As companies progress along the metrics continuum from activity-based to outcome-based, the dashboard will also evolve. Outcome-based metrics involve a dashboard that hones in on the primary business outcomes: market share, customer value and shareholder value. Because these metrics tend to be more market centric, the dashboard begins to provide more strategic insight and direction.
The greatest challenge for the marketing organization is how to capture the metrics. Manual aggregation of data across multiple spreadsheets comes with potential issues, ranging from error-prone reporting to poor utilization of internal resources. Moving from a spreadsheet-based system to an automated system provides greater benefits to the organization as a whole.
A mapping process helps with defining the metrics and ultimately the dashboard. As a result, most companies select metrics and a dashboard that reflects the following six categories:
- Market growth
- Customer value and net advocacy
- Profitable deal flow
- Opportunity pipeline
- Competitive health and market value index
- Product innovation pipeline
Regardless of the metrics you ultimately choose or the categories represented on your dashboard, a good dashboard provides insight into performance, fosters decision-making, and aligns strategy with implementation.
Measure What Matters
We began this discussion about the need for marketing to be more accountable and to develop quality metrics. Hopefully, you have some new ideas on how to focus marketing metrics around business outcomes and how to develop quality metrics that will help you provide insight into how marketing is making a contribution to the company and how to demonstrate that contribution to senior management.

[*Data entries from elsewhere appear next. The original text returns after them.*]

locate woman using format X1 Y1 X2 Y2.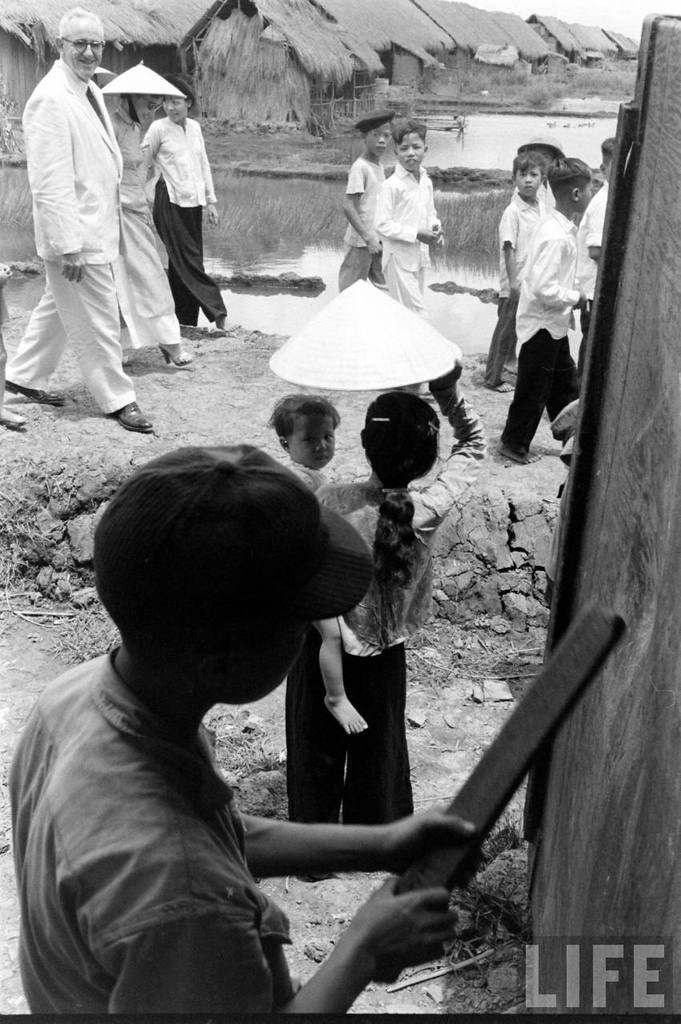
120 78 224 345.
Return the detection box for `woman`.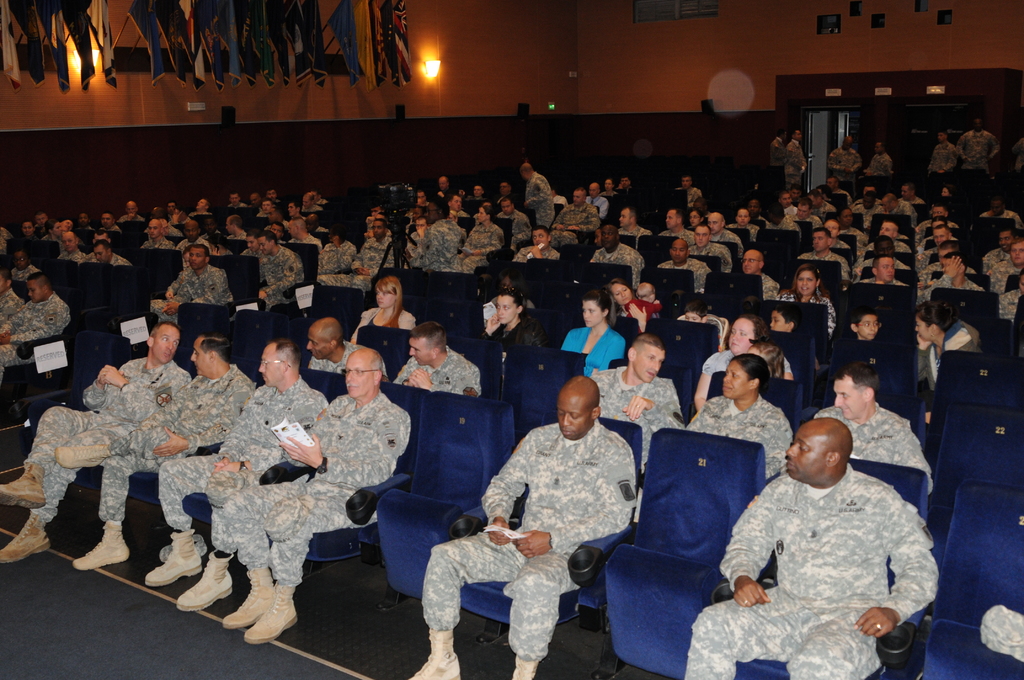
select_region(607, 280, 660, 332).
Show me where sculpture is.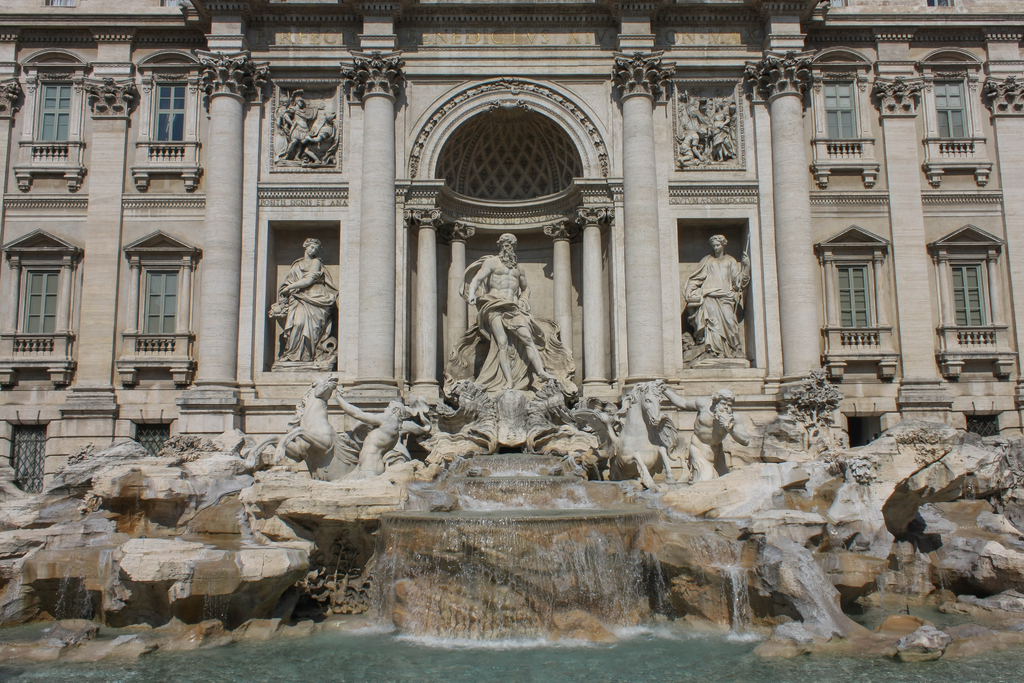
sculpture is at Rect(270, 93, 339, 168).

As you continue on your marketing performance journey we hope these ideas lead you to...
- Focus marketing metrics around business outcomes.
- Develop quality metrics that will help you provide insight into how marketing is making a contribution to the company.
- Demonstrate that contribution to senior management.
And we hope your journey will include the following three actions:
- Start making active progress on improving marketing performance and accountability.
- Even if you don't have all the data, start with what you have, define your data gaps, and develop a plan to close these gaps.
- Stop reporting on activities and tactical data around campaigns and Web traffic, and focus on climbing up the metrics continuum. It may still be important to track campaign results for an internal functional dashboard. The more you can link marketing to business outcomes, the more you can influence your company's strategic direction.
If in doubt about what to measure, select those measures that help your company make decisions and take action. When used this way, marketing metrics enable a firm to seize a competitive advantage, and they position Marketing as a strategic member of the team.
Laura Patterson (laurap@visionedgemarketing.com) is president and founder of VisionEdge Marketing, Inc. (www.visionedgemarketing.com) and author of Measure What Matters: Reconnecting Marketing to Business Goals and Gone Fishin': A Guide to Finding, Keeping, and Growing Profitable customers.